McNab picked up, “Dempsey lived the hobo life and married a prostitute,” he said. “Both were born into a social stratum where drinking and womanizing were part of life. It isn’t surprising that Dempsey could move into the Hollywood crowd. He and Arbuckle have some mutual friends—did you know that? Then, when they become celebrities, their fans want to pretend—and want them to pretend—that they live a middle-class Methodist life, pure as the driven snow…the thing is, both Dempsey and Arbuckle are strong, silent men who are innately decent. Dempsey’s trouble was caused by a divorced wife who was put up to it by a sportswriter. Arbuckle’s troubles started with a sad incident, and were compounded by a liar [Delmont] and an ambitious politician [Brady] who tried to amplify those lies and have them accepted as truth. I suspect both Dempsey and Arbuckle will carry scars from their San Francisco trials till the end of their days.”

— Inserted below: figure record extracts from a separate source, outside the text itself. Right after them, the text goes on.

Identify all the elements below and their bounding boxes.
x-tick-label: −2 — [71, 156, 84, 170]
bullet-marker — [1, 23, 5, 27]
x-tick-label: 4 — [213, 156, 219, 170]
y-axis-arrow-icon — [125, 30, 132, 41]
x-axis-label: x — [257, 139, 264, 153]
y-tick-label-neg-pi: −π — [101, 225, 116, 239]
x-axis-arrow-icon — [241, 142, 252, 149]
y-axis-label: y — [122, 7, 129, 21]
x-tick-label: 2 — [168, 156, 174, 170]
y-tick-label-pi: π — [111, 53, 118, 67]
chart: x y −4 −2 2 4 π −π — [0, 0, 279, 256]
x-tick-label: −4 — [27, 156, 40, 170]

The 1920s—and the cases of Dempsey and Arbuckle in particular—offer warnings in these overheated and confusing times about the dangers of trial by media and a rush to judgment. Reputations and careers, once tainted by accusation may never recover, even if those accusations turn out to be based on nothing but hearsay and lies or motivated by nothing more noble than score-settling. There are those who may argue that people like Dempsey and Arbuckle are acceptable collateral damage in the fight over values. But it is more important still to ensure that we establish the truth of the matter at hand, and that the punishment fit the crime…should one turn out to have been committed at all.